> What's in the collection?
IALS Library is the national research library for law, with particular strengths in the law of the UK, Commonwealth countries, the European Union, individual European jurisdictions and the United States. Public international law and comparative law are also very well covered. We work closely with other major law libraries to ensure that, across all sites, we have all the materials necessary for in-depth research, and also with the University of London to ensure that we hold complementary materials for LLM research.
To help identify which libraries hold material for different jurisdictions, please consult the
FLAG database, which contains collection descriptions of primary materials in print format for foreign jurisdictions held in UK libraries.
Please see our
Foreign & International Law Collections Guide for more information about our foreign and international law holdings.
> Can I recommend a book for you to buy?
Please do let us know if there is a book you need which we haven’t got by filling in our online
book recommendation form. If we decide to buy it for our collection we can let you know when it arrives. Otherwise, we can help you locate the book in another library.
> Do you have LLM examination papers?
The IALS has a complete set of intercollegiate LLM examination papers stretching back to our foundation in 1947. As well as this complete hardcopy set, papers since 1995 have been digitised and made accessible through a database, which can be found in our Electronic Law Library. These papers relate to the previous, intercollegiate system in place at the University of London. Since 2006, when the individual colleges withdrew from the intercollegiate system to offer their own LLM programmes, IALS Library has not received examination papers. As IALS is open to all University of London LLM students, there would be no effective means of ensuring that only students of a particular college could access the exam papers of that college. For recent examination papers, please contact your college.
> Do you have electronic resources and can I access them offsite?
Our electronic collections can be split into four broad categories:
Subscription databases
All of the electronic resources we subscribe to are listed on the
Law Databases page of our webstie and are available onsite for academic research. See our
Databases Guide for further details. Remote access to electronic resources (from outside the Library) is made available on the basis of your type of IALS institutional membership in compliance with each service supplier's licence. Use the filter option on the Law Database page of our website to check which resources you are entitled to access remotely. Contact us if you need more assistance with offsite access or experience problems accessing our electronic resources.
Digital collections
IALS is committed to digital content creation and provision from its own collections and through co-ordination of content-building with other law libraries and subject specialists. The IALS Library Catalogue gives direct access to digital copies as PDF files as well as the details of the print originals. You can learn more on the
Digital Collections page of our website.
Open access collections
The
IALS Community on the School of Advanced Study’s shared e-repository known as
SAS-Space contains work by the Institute’s academic and library staff, students, visiting fellows and associated legal scholars. For example, there are copies of IALS MA and LLM student theses, a collection of articles from our journal Amicus Curiae and its predecessor IALS Bulletin. Much of the material is made available for academic use under an attribution-non-commercial-share alike creative commons licence.
Online legal research tools
The Institute has developed a range of online legal research tools as part of its mission to serve the legal research community across the United Kingdom. See the
Digital Resources page of our website for further details.
> Do you have digital collections?
IALS is committed to digital content creation and provision from its own collections and through co-ordination of content-building with other law libraries and subject specialists. Please see the
Digisation Projects page of our website for further details.
> Do you have an electronic repository?
The
IALS Community on the School of Advanced Study’s shared e-repository known as
SAS-Space contains work by the Institute’s academic and library staff, students, visiting fellows and associated legal scholars. For example, there are copies of IALS MA and LLM student theses, a collection of articles from our journal Amicus Curiae and its predecessor IALS Bulletin. Much of the material is made available for academic use under an attribution-non-commercial-share alike creative commons licence.
If you want to search across international scholarly electronic repositories use
OpenDOAR, a freely available Directory of Open Access Repositories, which has international coverage. A search on this service includes materials help in the IALS Community on the SAS-Space electronic repository.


EXERCISE PROMPT: Nothing belongs in the answer except the lines of the material that include "category".

INPUT MATERIAL:
=-=-=-=-=
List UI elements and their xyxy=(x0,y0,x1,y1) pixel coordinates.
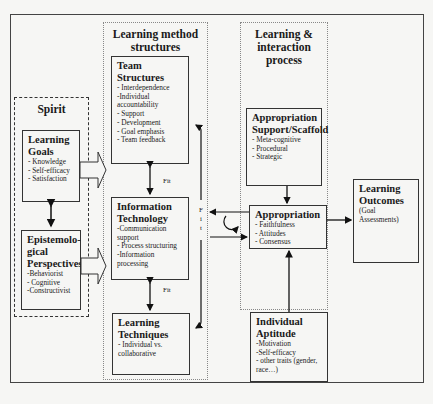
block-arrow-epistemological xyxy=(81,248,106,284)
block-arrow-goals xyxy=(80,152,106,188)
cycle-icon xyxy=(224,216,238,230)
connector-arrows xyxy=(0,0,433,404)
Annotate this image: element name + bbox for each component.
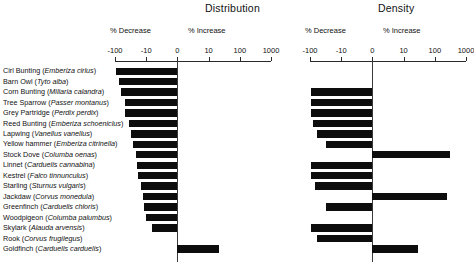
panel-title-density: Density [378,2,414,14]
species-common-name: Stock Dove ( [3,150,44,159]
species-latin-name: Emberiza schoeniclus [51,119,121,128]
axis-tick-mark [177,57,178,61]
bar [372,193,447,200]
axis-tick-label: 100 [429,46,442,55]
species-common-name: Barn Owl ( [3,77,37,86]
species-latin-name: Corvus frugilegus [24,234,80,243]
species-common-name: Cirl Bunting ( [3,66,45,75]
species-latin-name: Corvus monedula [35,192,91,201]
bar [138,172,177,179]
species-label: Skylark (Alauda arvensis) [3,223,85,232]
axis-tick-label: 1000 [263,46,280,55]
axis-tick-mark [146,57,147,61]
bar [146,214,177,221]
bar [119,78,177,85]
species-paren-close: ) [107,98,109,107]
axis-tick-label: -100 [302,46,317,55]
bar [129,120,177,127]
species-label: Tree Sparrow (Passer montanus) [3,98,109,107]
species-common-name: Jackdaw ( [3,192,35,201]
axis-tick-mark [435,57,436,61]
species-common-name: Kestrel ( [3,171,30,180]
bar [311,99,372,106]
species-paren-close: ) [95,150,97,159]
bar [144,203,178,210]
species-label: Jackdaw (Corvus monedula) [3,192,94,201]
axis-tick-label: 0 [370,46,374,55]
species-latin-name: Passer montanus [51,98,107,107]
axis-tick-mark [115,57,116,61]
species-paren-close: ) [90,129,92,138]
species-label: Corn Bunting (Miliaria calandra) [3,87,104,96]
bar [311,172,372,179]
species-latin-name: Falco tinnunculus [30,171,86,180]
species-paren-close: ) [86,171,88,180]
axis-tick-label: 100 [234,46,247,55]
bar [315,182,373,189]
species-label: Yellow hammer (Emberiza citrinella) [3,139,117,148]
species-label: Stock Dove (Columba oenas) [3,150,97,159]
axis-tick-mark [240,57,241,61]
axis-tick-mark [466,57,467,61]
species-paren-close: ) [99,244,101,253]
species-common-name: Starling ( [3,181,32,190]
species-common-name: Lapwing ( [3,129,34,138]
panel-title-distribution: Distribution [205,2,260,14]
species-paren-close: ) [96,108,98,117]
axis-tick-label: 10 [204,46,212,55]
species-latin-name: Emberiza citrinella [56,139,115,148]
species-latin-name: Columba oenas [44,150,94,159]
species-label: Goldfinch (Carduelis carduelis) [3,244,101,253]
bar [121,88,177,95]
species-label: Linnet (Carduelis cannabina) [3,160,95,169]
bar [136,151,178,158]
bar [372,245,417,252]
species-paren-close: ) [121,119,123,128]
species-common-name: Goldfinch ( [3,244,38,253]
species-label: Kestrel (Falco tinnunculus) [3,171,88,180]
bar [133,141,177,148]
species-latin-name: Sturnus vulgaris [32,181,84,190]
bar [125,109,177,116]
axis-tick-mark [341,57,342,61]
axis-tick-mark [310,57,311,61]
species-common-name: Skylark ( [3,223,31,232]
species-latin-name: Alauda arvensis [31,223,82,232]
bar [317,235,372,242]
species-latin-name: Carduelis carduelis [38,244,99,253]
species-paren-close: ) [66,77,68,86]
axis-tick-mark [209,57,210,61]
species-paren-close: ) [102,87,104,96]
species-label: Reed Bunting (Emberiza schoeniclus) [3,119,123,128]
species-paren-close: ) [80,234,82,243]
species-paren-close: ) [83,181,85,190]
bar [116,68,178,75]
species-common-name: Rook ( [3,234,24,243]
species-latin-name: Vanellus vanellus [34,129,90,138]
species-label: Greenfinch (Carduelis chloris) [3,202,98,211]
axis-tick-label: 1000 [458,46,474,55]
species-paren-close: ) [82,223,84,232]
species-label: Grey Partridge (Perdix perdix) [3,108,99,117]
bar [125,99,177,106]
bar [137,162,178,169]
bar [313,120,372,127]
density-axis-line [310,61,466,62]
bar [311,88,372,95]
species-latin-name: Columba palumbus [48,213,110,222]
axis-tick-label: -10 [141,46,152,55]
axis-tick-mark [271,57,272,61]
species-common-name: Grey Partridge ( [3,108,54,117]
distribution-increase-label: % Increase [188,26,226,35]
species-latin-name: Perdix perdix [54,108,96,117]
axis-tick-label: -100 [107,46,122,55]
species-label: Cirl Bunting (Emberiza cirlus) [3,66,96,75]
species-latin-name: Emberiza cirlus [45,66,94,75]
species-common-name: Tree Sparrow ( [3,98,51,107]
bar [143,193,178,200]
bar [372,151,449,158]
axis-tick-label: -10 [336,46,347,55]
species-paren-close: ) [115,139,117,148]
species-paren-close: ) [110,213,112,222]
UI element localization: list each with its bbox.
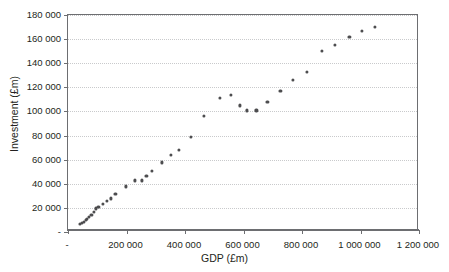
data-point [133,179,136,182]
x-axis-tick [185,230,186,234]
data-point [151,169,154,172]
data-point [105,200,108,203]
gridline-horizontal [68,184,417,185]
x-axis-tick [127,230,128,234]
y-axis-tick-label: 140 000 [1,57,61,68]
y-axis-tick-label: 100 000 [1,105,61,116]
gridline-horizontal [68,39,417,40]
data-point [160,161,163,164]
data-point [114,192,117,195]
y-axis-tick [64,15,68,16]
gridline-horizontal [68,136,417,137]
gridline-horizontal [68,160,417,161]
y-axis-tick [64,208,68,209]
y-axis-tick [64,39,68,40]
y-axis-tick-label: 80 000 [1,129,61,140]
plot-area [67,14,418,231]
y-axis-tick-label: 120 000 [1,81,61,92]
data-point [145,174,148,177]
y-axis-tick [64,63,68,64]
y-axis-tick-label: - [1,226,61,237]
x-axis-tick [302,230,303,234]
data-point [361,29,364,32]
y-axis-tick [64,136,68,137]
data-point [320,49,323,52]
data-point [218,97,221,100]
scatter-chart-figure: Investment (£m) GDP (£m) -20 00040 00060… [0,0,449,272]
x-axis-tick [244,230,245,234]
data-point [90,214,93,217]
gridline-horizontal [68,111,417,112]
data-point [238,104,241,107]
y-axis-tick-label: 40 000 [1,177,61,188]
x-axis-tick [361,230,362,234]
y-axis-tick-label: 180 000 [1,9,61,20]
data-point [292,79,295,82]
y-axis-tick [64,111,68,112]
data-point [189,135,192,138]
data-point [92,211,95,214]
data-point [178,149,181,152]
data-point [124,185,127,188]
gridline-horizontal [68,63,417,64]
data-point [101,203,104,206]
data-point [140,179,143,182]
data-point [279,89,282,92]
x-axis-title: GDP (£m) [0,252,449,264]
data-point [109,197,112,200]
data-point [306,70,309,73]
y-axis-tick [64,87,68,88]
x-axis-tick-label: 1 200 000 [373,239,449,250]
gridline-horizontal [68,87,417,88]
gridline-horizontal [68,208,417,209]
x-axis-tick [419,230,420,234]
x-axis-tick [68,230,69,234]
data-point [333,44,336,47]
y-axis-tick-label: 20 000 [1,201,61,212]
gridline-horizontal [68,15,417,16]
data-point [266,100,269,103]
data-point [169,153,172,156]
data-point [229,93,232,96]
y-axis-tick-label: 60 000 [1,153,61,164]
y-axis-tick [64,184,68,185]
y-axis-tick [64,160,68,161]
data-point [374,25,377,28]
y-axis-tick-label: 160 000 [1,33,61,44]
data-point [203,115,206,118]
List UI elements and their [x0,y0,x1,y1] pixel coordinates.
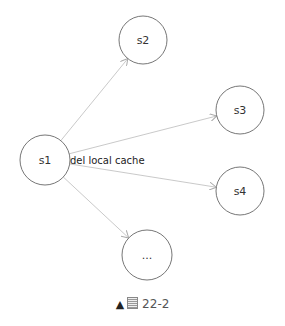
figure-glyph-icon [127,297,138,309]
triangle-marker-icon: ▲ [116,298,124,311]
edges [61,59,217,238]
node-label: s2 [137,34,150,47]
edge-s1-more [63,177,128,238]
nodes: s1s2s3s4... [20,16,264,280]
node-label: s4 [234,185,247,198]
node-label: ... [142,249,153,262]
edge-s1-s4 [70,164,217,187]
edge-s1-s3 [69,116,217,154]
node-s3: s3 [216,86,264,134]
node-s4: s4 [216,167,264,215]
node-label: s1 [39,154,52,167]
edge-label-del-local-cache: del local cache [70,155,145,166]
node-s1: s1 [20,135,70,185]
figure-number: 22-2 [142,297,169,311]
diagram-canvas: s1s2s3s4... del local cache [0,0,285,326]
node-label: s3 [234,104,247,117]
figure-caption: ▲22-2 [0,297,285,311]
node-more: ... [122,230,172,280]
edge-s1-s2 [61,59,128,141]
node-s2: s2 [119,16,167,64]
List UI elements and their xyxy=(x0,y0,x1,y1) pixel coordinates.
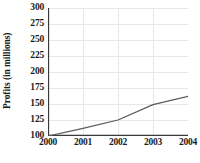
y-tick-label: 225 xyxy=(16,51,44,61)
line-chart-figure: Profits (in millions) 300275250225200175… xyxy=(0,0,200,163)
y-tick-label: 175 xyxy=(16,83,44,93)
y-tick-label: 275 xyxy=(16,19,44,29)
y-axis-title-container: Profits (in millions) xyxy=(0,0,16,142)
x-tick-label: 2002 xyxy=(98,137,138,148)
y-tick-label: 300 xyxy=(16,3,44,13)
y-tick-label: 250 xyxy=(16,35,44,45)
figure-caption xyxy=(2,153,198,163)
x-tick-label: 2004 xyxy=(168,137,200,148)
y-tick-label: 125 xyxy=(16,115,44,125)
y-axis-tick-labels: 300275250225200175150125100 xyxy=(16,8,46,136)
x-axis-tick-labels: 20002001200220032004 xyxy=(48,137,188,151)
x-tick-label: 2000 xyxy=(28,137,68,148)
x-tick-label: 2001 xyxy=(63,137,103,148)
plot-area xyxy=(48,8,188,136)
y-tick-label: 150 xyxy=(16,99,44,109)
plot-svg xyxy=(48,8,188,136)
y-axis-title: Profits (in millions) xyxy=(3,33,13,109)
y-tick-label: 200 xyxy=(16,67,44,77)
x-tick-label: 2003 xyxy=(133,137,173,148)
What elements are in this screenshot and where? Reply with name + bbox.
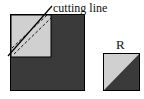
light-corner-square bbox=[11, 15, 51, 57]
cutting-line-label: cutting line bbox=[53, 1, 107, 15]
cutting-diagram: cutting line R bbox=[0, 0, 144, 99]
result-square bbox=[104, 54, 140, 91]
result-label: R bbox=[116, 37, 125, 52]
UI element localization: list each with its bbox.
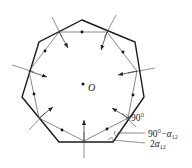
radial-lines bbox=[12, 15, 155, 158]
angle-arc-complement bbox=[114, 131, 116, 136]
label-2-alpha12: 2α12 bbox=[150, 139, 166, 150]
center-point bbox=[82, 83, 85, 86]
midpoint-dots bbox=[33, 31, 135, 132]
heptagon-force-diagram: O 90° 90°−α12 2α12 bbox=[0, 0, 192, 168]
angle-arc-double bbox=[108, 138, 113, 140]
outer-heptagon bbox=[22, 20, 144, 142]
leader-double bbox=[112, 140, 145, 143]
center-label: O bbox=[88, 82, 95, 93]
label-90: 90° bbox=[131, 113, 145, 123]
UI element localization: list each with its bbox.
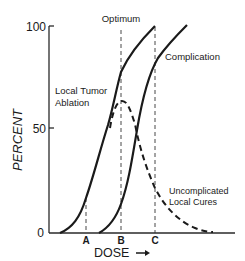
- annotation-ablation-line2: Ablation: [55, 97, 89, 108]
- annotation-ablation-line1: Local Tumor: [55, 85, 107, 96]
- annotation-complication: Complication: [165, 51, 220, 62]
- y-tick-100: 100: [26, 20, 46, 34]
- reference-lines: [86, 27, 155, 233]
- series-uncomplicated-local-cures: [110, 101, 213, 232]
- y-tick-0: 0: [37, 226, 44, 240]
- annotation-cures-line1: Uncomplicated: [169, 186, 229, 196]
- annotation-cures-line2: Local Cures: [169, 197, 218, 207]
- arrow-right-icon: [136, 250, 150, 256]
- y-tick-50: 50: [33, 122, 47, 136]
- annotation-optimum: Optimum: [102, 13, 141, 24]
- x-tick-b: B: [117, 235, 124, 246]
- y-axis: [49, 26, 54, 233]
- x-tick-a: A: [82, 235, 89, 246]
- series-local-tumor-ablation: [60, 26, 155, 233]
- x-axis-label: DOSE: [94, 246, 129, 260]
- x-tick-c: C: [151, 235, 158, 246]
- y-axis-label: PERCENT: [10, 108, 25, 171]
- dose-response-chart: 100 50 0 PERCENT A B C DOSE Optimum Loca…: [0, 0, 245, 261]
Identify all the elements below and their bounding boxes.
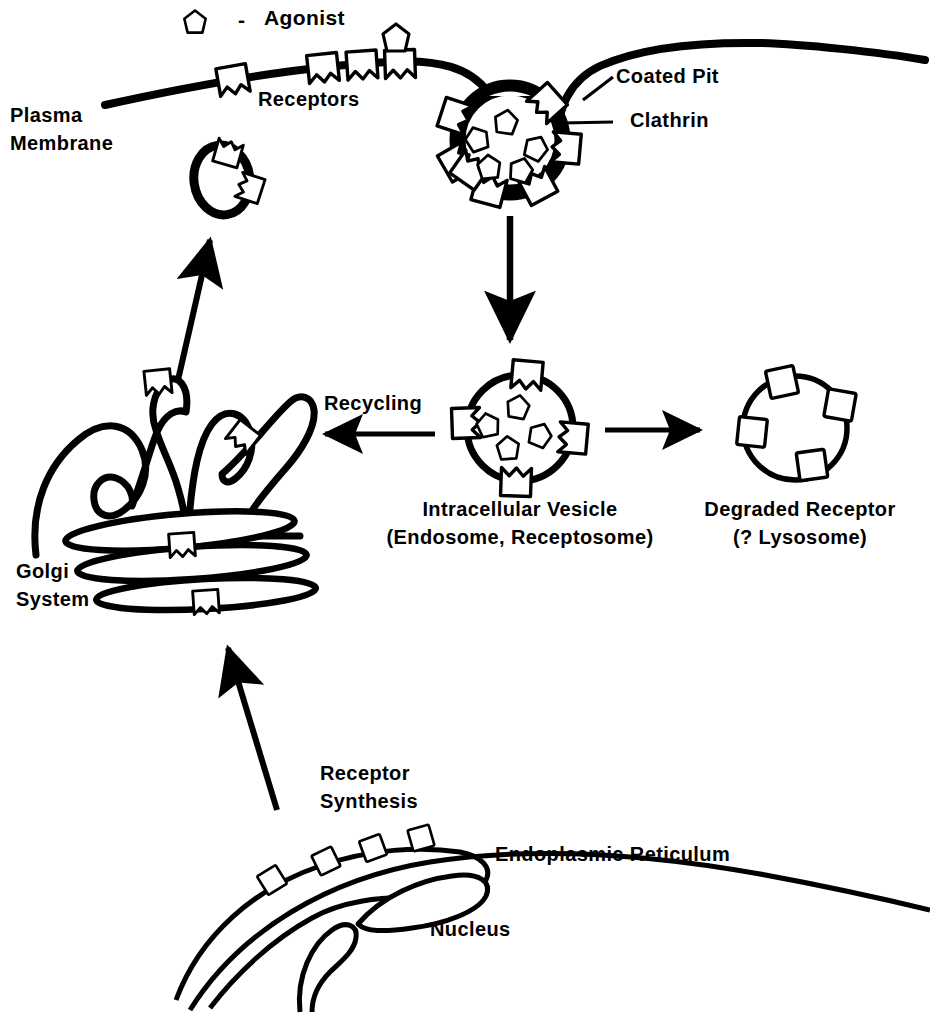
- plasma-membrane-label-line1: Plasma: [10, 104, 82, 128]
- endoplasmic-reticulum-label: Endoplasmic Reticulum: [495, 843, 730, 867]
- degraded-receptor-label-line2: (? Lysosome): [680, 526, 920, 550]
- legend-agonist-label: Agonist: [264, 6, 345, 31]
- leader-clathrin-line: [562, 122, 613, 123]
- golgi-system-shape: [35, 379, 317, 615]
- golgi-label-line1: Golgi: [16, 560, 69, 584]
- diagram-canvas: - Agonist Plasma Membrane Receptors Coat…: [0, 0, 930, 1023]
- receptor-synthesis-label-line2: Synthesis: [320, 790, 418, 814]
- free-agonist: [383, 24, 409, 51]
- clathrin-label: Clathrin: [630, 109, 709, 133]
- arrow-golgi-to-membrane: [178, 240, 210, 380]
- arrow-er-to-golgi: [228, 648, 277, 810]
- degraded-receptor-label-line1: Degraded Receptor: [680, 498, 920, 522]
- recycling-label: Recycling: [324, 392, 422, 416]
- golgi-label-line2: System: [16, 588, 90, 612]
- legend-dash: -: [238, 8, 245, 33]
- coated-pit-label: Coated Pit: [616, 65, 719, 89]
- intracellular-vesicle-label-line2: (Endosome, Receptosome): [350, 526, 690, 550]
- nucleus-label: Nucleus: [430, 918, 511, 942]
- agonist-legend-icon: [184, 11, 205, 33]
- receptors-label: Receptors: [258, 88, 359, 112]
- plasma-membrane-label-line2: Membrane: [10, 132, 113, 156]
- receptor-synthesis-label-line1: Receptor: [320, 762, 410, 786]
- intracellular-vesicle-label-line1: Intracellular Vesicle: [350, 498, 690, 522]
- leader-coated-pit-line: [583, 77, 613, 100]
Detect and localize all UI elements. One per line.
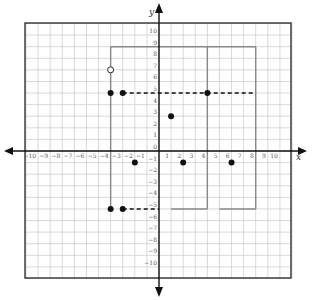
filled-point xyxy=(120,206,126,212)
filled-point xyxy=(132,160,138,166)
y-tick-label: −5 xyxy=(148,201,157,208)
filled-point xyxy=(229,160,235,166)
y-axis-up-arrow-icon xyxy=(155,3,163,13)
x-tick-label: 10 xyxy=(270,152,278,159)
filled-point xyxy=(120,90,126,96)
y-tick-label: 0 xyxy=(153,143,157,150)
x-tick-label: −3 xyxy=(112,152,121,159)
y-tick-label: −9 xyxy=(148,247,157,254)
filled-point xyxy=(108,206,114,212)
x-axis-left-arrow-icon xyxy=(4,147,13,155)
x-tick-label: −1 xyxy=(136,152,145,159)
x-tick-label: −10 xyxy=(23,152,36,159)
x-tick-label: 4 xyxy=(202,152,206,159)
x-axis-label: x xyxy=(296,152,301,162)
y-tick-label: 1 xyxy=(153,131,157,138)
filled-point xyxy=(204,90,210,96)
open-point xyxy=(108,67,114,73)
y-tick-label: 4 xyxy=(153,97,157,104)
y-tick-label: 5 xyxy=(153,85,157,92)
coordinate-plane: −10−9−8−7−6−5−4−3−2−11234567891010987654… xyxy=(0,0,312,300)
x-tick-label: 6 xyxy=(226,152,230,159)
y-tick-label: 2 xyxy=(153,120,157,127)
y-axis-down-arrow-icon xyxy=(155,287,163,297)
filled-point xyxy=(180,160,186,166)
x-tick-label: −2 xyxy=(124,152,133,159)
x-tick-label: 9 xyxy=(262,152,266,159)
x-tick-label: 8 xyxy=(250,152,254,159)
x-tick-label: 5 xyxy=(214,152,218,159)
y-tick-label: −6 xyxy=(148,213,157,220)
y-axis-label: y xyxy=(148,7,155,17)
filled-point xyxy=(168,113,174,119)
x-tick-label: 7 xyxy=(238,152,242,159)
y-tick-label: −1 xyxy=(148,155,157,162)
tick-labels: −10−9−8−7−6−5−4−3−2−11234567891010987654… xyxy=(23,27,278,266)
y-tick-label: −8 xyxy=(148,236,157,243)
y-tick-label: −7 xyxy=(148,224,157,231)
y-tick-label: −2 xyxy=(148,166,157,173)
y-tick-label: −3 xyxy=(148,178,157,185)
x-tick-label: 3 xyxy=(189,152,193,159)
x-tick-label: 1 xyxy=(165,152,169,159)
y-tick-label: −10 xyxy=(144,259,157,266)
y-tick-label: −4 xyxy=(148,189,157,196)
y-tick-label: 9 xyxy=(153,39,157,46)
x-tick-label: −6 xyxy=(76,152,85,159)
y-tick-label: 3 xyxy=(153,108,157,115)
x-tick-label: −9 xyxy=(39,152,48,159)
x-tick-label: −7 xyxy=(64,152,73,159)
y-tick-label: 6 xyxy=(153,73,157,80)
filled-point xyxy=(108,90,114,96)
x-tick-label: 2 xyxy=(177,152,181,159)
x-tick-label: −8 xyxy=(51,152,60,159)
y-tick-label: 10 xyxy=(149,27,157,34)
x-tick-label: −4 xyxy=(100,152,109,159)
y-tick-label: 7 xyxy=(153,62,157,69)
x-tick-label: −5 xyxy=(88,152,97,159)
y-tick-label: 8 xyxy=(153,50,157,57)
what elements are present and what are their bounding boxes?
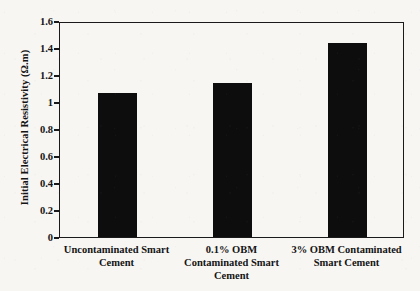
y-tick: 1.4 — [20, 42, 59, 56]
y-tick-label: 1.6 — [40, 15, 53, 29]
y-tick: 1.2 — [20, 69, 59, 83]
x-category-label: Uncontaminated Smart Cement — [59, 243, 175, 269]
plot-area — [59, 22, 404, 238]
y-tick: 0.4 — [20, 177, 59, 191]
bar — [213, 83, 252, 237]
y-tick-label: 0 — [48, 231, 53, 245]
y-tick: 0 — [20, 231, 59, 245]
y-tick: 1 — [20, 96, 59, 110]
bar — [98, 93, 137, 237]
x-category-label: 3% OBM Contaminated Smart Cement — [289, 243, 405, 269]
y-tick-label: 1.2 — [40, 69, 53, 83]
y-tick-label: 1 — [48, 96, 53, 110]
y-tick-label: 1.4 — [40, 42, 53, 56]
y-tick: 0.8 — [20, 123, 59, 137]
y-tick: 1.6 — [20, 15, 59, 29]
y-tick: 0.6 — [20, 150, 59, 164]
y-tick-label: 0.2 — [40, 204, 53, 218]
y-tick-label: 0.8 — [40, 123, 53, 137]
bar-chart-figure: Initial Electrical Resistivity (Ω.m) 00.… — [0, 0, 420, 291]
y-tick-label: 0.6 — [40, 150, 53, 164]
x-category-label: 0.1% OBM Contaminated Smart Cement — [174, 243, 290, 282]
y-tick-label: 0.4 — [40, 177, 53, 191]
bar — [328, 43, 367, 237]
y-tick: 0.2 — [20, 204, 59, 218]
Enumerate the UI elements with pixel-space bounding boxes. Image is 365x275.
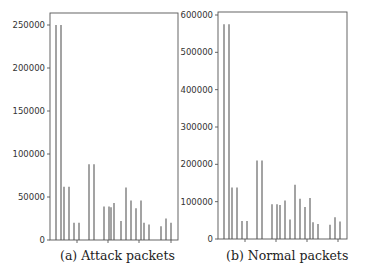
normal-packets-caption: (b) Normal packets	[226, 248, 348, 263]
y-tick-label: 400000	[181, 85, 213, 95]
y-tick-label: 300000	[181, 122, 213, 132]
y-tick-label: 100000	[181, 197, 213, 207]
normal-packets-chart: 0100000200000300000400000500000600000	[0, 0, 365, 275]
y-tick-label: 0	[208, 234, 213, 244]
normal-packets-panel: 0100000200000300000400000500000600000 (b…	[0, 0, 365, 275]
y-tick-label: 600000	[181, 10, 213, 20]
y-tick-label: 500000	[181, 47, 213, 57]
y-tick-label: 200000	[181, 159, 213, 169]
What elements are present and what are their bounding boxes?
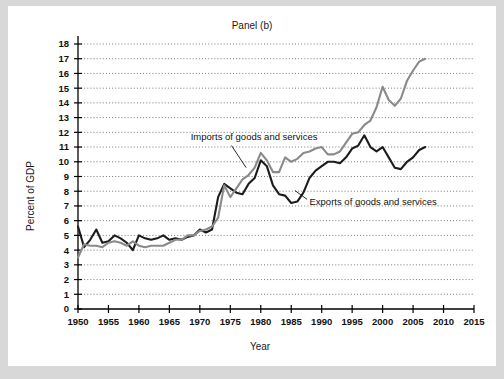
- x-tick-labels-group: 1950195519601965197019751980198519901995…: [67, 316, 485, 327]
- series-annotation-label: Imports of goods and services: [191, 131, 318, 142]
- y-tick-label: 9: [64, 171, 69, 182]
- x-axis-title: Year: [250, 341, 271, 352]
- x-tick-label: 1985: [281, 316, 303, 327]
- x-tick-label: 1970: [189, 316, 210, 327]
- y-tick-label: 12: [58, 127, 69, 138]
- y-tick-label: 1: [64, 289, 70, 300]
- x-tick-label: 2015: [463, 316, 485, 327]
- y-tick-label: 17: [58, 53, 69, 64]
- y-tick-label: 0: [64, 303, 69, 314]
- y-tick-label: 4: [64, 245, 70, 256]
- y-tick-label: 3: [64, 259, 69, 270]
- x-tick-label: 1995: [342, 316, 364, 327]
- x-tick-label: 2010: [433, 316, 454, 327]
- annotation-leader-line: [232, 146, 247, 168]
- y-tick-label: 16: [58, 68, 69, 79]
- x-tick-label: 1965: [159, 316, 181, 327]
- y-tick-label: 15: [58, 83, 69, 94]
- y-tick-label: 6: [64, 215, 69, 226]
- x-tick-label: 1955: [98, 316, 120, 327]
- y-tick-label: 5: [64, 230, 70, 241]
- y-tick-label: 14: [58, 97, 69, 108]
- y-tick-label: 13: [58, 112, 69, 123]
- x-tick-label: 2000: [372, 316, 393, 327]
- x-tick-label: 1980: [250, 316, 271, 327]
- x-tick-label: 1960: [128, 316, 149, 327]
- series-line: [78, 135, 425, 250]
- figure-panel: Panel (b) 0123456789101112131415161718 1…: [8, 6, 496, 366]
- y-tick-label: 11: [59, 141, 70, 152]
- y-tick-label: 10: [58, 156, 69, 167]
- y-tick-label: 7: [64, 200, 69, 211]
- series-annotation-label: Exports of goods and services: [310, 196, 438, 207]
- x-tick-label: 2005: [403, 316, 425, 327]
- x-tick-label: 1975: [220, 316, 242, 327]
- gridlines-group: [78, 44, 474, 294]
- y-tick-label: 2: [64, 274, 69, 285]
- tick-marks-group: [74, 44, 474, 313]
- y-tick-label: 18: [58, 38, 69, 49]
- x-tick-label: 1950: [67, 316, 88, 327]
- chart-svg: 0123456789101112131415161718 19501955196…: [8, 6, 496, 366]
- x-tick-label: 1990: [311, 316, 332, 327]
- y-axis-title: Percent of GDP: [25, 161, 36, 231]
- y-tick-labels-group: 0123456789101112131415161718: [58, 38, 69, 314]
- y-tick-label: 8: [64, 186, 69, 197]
=-=-=-=-=
EXERCISE RESULT:
x-category-label: Uncontaminated Smart Cement — [59, 243, 175, 269]
x-category-label: 3% OBM Contaminated Smart Cement — [289, 243, 405, 269]
x-category-label: 0.1% OBM Contaminated Smart Cement — [174, 243, 290, 282]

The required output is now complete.